Blog

Achilles in Dallas

John Moffitt

John Moffitt

What kind of man walks away from $1 million?

Maybe the kind who knows that some things are more important than money.

Such a man is John Moffitt, a third-year guard with the Denver Broncos who recently retired from the NFL.

Moffitt had a so-called dream job protecting the glamorous, commanding Peyton Manning, the Broncos’ already legendary quarterback. But protecting quarterbacks is one aspect of football that has led an increasing number of players to develop CTE, or chronic traumatic encephalopathy, a form of dementia resulting from the concussions and sub-concussive events that are part of the sport. 

CTE also helps explain the violence that seems to dog football players in their retirement, including suicide. Indeed, the average life expectancy for an NFL player is now 20 years less than that of the average American. Much of this is chronicled in the can’t-put-it-down “League of Denial” by ESPN investigative reporters Mark Fainaru-Wada and Steve Fainaru.

Let’s be honest here: It’s never easy to walk away from money, particularly when it’s attached to a profession that inspires an almost religious reverence in this country. In my novel “In This Place You Hold Me” – the second in my series, “The Games Men Play” – quarterback Quinn Novak recalls how the high school football field was the center of life in the town he grew up in – not the town hall or any house of worship. Baseball, his coach tells him, is part of America’s pastoral past whereas football is part of its glorious present and future. And football, more than any other sport in this country, is big money.

But what is the purpose of money? That question is at the heart of why Moffitt left more than $1 million on the table of a four-year contract in which he made $1.8 million before taxes. Any financial planner will tell you that in today’s economy that’s not really a windfall – not when you are 27 like Moffitt. But as he told The Associated Press:

"I've saved enough. It's not like I'm sitting here and I'm a millionaire. That's what I kind of realized. I'm sitting here and I got to this point and I was like, what is the number that you need? How much do you really need? What do you want in life? And I decided that I don't really need to be a millionaire.

"I just want to be happy. And I find that people that have the least in life are sometimes the happiest. And I don't have the least in life. I have enough in life. And I won't sacrifice my health for that."

Others have. Recently, the great Dallas Cowboys’ running back, Tony Dorsett, who is from my generation, was diagnosed with CTE. He told CNN’s Wolf Blitzer that if he had his career to do over, he’d make the same choices. In a sense, Dorsett made the same kind of Faustian bargain that Achilles does. The Greek antihero of Homer’s “The Iliad” is given a choice between a long, uneventful life and a short, glorious one. He chooses to die young with an everlasting fame – as did the man who lived the Homeric ideal in real life, Alexander the Great.

It’s one thing, however, to die young and leave a beautiful corpse, as they say, in the pages of fiction or long-ago history. It’s quite another in contemporary culture to endure the trickling death-in-middle-aged-life that is this form of dementia.

I think John Moffitt has chosen the better part.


What you are asked to do
Write out every entry exactly; the pictures do not belong in the copy.

BEGIN

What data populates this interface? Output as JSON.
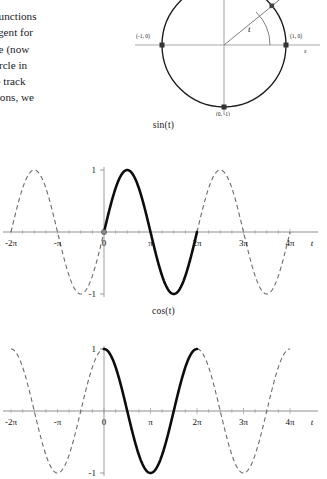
{
  "prose": {
    "lines": [
      "riodic functions",
      "ave tangent for",
      "he angle (now",
      "d the circle in",
      "n.  If we track",
      "e functions, we"
    ]
  },
  "circle_figure": {
    "name": "unit-circle-diagram",
    "labels": {
      "left_point": "(-1, 0)",
      "right_point": "(1, 0)",
      "bottom_point": "(0, -1)",
      "x_axis": "x",
      "angle": "t"
    },
    "colors": {
      "circle": "#1a1a1a",
      "axis": "#9a9a9a",
      "ray": "#7a7a7a"
    }
  },
  "chart_data": [
    {
      "type": "line",
      "name": "sin-plot",
      "title": "sin(t)",
      "function": "sin",
      "xlabel": "t",
      "ylabel": "",
      "xlim": [
        -6.2831853,
        12.5663706
      ],
      "ylim": [
        -1,
        1
      ],
      "grid": false,
      "legend": null,
      "xtick_labels": [
        "-2π",
        "-π",
        "0",
        "π",
        "2π",
        "3π",
        "4π"
      ],
      "xtick_values": [
        -6.2831853,
        -3.1415927,
        0,
        3.1415927,
        6.2831853,
        9.424778,
        12.5663706
      ],
      "ytick_labels": [
        "1",
        "-1"
      ],
      "ytick_values": [
        1,
        -1
      ],
      "highlight_range": [
        0,
        6.2831853
      ],
      "highlight_style": "solid",
      "outside_style": "dashed",
      "marked_point": {
        "x": 0,
        "y": 0
      },
      "key_points": [
        {
          "x": -6.2831853,
          "y": 0
        },
        {
          "x": -4.712389,
          "y": 1
        },
        {
          "x": -3.1415927,
          "y": 0
        },
        {
          "x": -1.5707963,
          "y": -1
        },
        {
          "x": 0,
          "y": 0
        },
        {
          "x": 1.5707963,
          "y": 1
        },
        {
          "x": 3.1415927,
          "y": 0
        },
        {
          "x": 4.712389,
          "y": -1
        },
        {
          "x": 6.2831853,
          "y": 0
        },
        {
          "x": 7.8539816,
          "y": 1
        },
        {
          "x": 9.424778,
          "y": 0
        },
        {
          "x": 10.9955743,
          "y": -1
        },
        {
          "x": 12.5663706,
          "y": 0
        }
      ]
    },
    {
      "type": "line",
      "name": "cos-plot",
      "title": "cos(t)",
      "function": "cos",
      "xlabel": "t",
      "ylabel": "",
      "xlim": [
        -6.2831853,
        12.5663706
      ],
      "ylim": [
        -1,
        1
      ],
      "grid": false,
      "legend": null,
      "xtick_labels": [
        "-2π",
        "-π",
        "0",
        "π",
        "2π",
        "3π",
        "4π"
      ],
      "xtick_values": [
        -6.2831853,
        -3.1415927,
        0,
        3.1415927,
        6.2831853,
        9.424778,
        12.5663706
      ],
      "ytick_labels": [
        "1",
        "-1"
      ],
      "ytick_values": [
        1,
        -1
      ],
      "highlight_range": [
        0,
        6.2831853
      ],
      "highlight_style": "solid",
      "outside_style": "dashed",
      "key_points": [
        {
          "x": -6.2831853,
          "y": 1
        },
        {
          "x": -4.712389,
          "y": 0
        },
        {
          "x": -3.1415927,
          "y": -1
        },
        {
          "x": -1.5707963,
          "y": 0
        },
        {
          "x": 0,
          "y": 1
        },
        {
          "x": 1.5707963,
          "y": 0
        },
        {
          "x": 3.1415927,
          "y": -1
        },
        {
          "x": 4.712389,
          "y": 0
        },
        {
          "x": 6.2831853,
          "y": 1
        },
        {
          "x": 7.8539816,
          "y": 0
        },
        {
          "x": 9.424778,
          "y": -1
        },
        {
          "x": 10.9955743,
          "y": 0
        },
        {
          "x": 12.5663706,
          "y": 1
        }
      ]
    }
  ]
}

END

Response area
What data populates this interface? Output as JSON.
{
  "prose": {
    "lines": [
      "riodic functions",
      "ave tangent for",
      "he angle (now",
      "d the circle in",
      "n.  If we track",
      "e functions, we"
    ]
  },
  "circle_figure": {
    "name": "unit-circle-diagram",
    "labels": {
      "left_point": "(-1, 0)",
      "right_point": "(1, 0)",
      "bottom_point": "(0, -1)",
      "x_axis": "x",
      "angle": "t"
    },
    "colors": {
      "circle": "#1a1a1a",
      "axis": "#9a9a9a",
      "ray": "#7a7a7a"
    }
  },
  "chart_data": [
    {
      "type": "line",
      "name": "sin-plot",
      "title": "sin(t)",
      "function": "sin",
      "xlabel": "t",
      "ylabel": "",
      "xlim": [
        -6.2831853,
        12.5663706
      ],
      "ylim": [
        -1,
        1
      ],
      "grid": false,
      "legend": null,
      "xtick_labels": [
        "-2π",
        "-π",
        "0",
        "π",
        "2π",
        "3π",
        "4π"
      ],
      "xtick_values": [
        -6.2831853,
        -3.1415927,
        0,
        3.1415927,
        6.2831853,
        9.424778,
        12.5663706
      ],
      "ytick_labels": [
        "1",
        "-1"
      ],
      "ytick_values": [
        1,
        -1
      ],
      "highlight_range": [
        0,
        6.2831853
      ],
      "highlight_style": "solid",
      "outside_style": "dashed",
      "marked_point": {
        "x": 0,
        "y": 0
      },
      "key_points": [
        {
          "x": -6.2831853,
          "y": 0
        },
        {
          "x": -4.712389,
          "y": 1
        },
        {
          "x": -3.1415927,
          "y": 0
        },
        {
          "x": -1.5707963,
          "y": -1
        },
        {
          "x": 0,
          "y": 0
        },
        {
          "x": 1.5707963,
          "y": 1
        },
        {
          "x": 3.1415927,
          "y": 0
        },
        {
          "x": 4.712389,
          "y": -1
        },
        {
          "x": 6.2831853,
          "y": 0
        },
        {
          "x": 7.8539816,
          "y": 1
        },
        {
          "x": 9.424778,
          "y": 0
        },
        {
          "x": 10.9955743,
          "y": -1
        },
        {
          "x": 12.5663706,
          "y": 0
        }
      ]
    },
    {
      "type": "line",
      "name": "cos-plot",
      "title": "cos(t)",
      "function": "cos",
      "xlabel": "t",
      "ylabel": "",
      "xlim": [
        -6.2831853,
        12.5663706
      ],
      "ylim": [
        -1,
        1
      ],
      "grid": false,
      "legend": null,
      "xtick_labels": [
        "-2π",
        "-π",
        "0",
        "π",
        "2π",
        "3π",
        "4π"
      ],
      "xtick_values": [
        -6.2831853,
        -3.1415927,
        0,
        3.1415927,
        6.2831853,
        9.424778,
        12.5663706
      ],
      "ytick_labels": [
        "1",
        "-1"
      ],
      "ytick_values": [
        1,
        -1
      ],
      "highlight_range": [
        0,
        6.2831853
      ],
      "highlight_style": "solid",
      "outside_style": "dashed",
      "key_points": [
        {
          "x": -6.2831853,
          "y": 1
        },
        {
          "x": -4.712389,
          "y": 0
        },
        {
          "x": -3.1415927,
          "y": -1
        },
        {
          "x": -1.5707963,
          "y": 0
        },
        {
          "x": 0,
          "y": 1
        },
        {
          "x": 1.5707963,
          "y": 0
        },
        {
          "x": 3.1415927,
          "y": -1
        },
        {
          "x": 4.712389,
          "y": 0
        },
        {
          "x": 6.2831853,
          "y": 1
        },
        {
          "x": 7.8539816,
          "y": 0
        },
        {
          "x": 9.424778,
          "y": -1
        },
        {
          "x": 10.9955743,
          "y": 0
        },
        {
          "x": 12.5663706,
          "y": 1
        }
      ]
    }
  ]
}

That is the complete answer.